We talked about volunteering.  My mate’s started putting time in with a food bank.  It’s the mark of the chap that he can find time to do this as well as a full time job and a family that needs more than a little extra from both parents, which they give lovingly and constantly.  (Yes, I’m a big fan).  He told me about the food bank, and as he explained I found the vague, undefined sense of unease I’ve felt for some time becoming crystallised into a rock of hard, cold anger.

It’s not that it came as a surprise.  We’re not in a bubble.

I was brought up in a  family of non-conformists who thankfully placed a heavier emphasis on the second part of William Booth’s motto “with heart to God and hand to man.”  We spent a fair few Christmas Days at the Goodwill Centre in Cardiff with the other volunteers doing the Christmas meal for the gentlemen who came to the Salvation Army’s homeless shelter.  Charlotte was a kid in a colliery village during the miners’ strike, and grew up  part of the family and community solidarity that looked after its own.  Now, Mrs G and I donate, and we manage to do what you’d hope most decent couples would manage in the busy helter-skelter of bringing up a young family, and working full time, and running a house, and dealing with life’s crises.

But I’m offended by the very fact that food banks exist.  It’s a stomach-tightening, fist clenching, eye watering fury that a country which can invent the National Health Service and the Salvation Army still has to rely on volunteers and people’s generosity to feed families, a century after the Welfare State started.  It’s an indictment of all of us because we, as a country and a society, are now failing to deliver the basic safety net that comes with a civilised government reflecting decent values.

Food banks are not inevitable, and they are not the symptom of a great, impersonal tide that cannot be addressed.  Mandela put it so more eloquently than I ever could:

Overcoming poverty is not a task of charity, it is an act of justice.

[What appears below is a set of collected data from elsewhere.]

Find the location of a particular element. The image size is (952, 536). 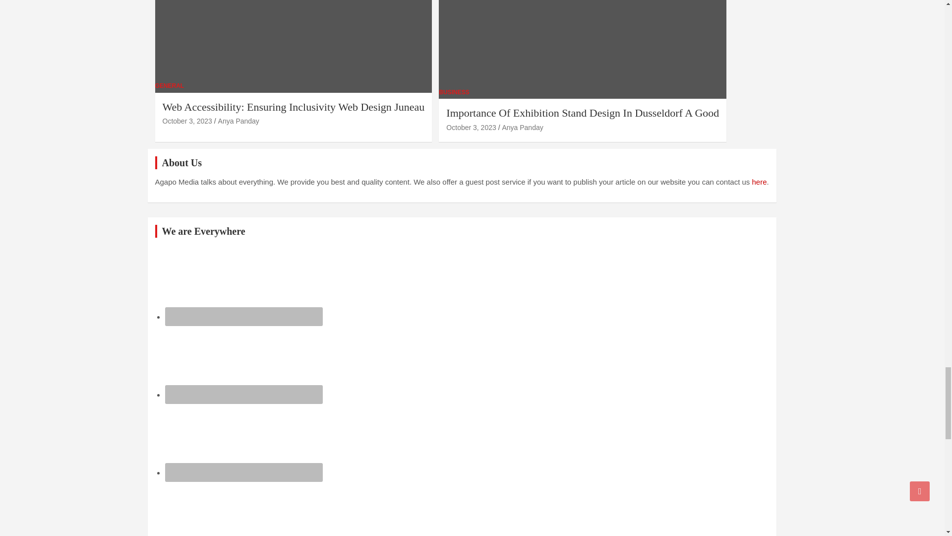

LinkedIn is located at coordinates (243, 437).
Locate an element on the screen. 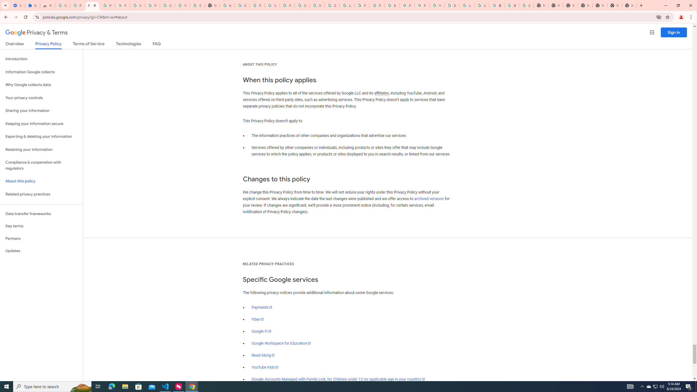  Extensions is located at coordinates (32, 5).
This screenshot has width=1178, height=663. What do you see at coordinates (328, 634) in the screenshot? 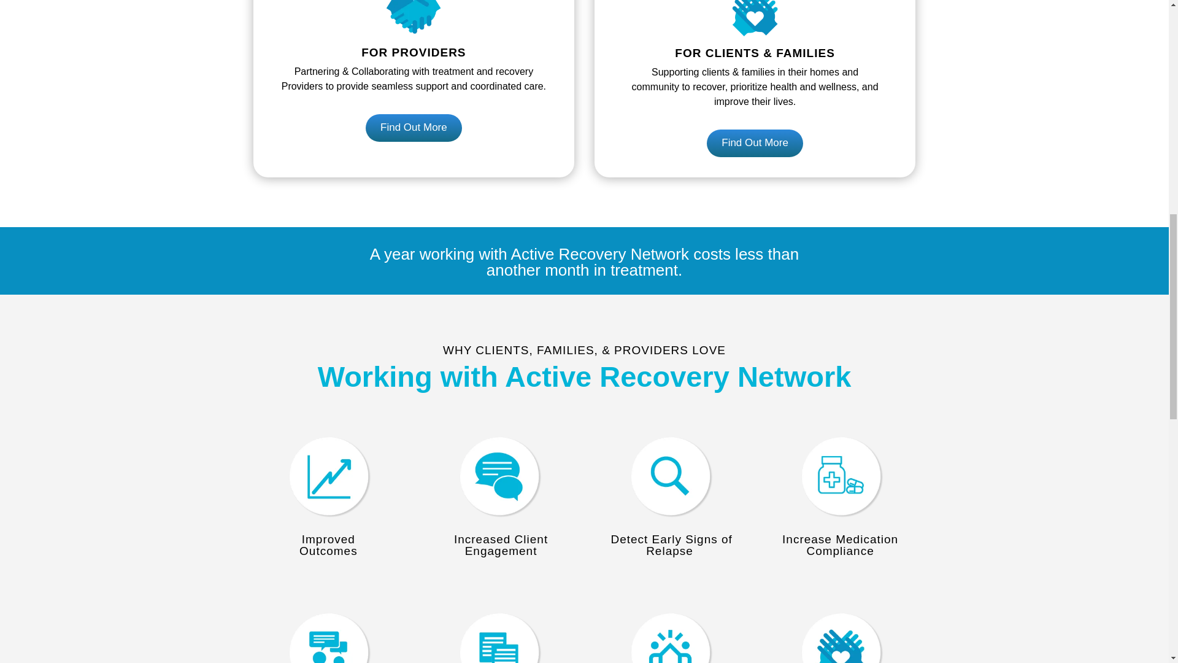
I see `chat2` at bounding box center [328, 634].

Like Slavery and Apartheid, poverty is not natural. It is man-made and it can be overcome and eradicated by the actions of human beings.

So why the hell aren’t we all protesting?  Not just the trade unions or the Official Opposition, or those great people who are motivated enough to join a political party, but the rest of us too?

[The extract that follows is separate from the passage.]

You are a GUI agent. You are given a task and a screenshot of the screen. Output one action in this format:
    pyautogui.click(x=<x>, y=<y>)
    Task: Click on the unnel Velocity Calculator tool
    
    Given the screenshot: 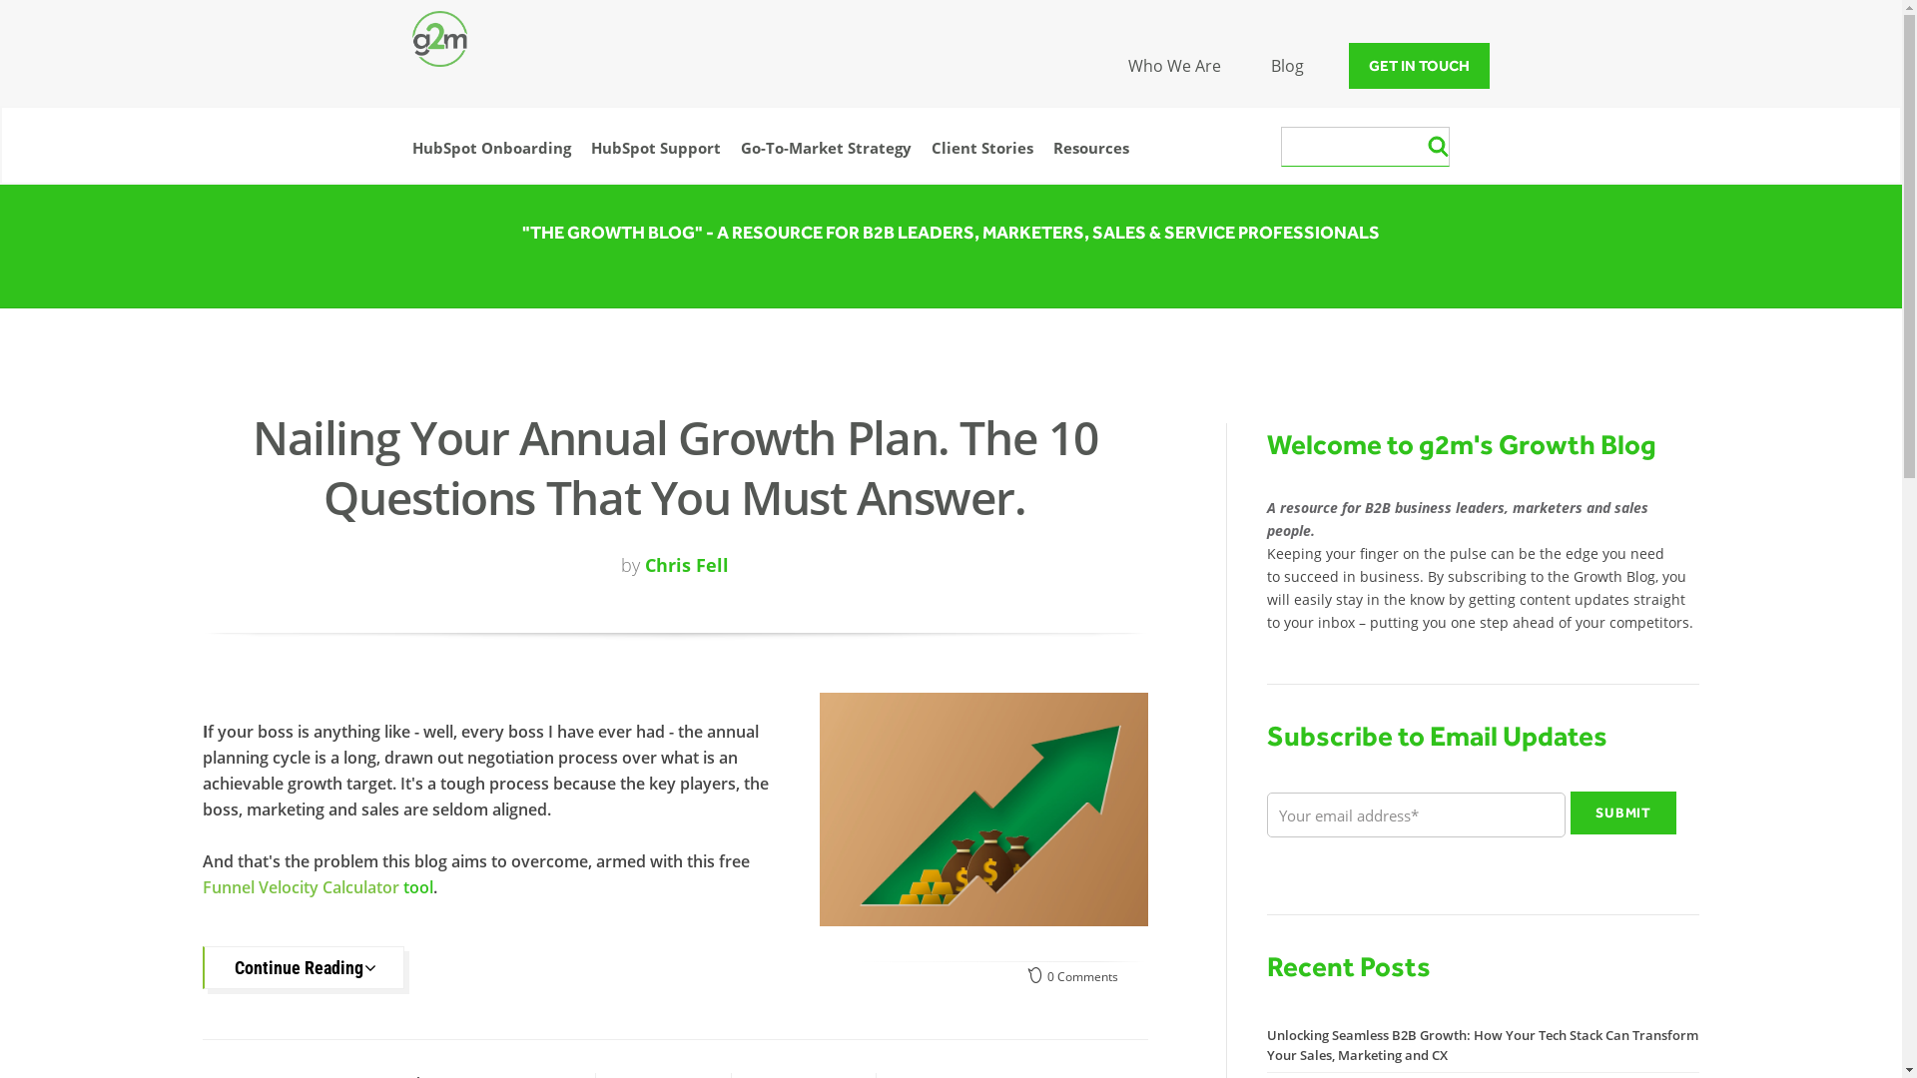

How can it not be a matter of deep personal offence to every one of us that our country should need food banks in the year 2013, in a nation that boasts the world’s financial capital, the FTSE, and the ability to declare nuclear war and cure poverty?

The chilling fact is that the food banks are needed, they are expanding, and there is no sign of them becoming redundant.

And this is before the real benefit cuts kick in.

Can I ask you to do one thing?  Vote for financial support for the Cardiff Food Bank here.  God knows, they deserve our support.

Personal views of a wordsmithing, sartorialist, horn-playing, state school Oxonian dad, rugby ref, recovering politico, and fan of vintage tailoring, Ralph Lauren style, and sharp writing.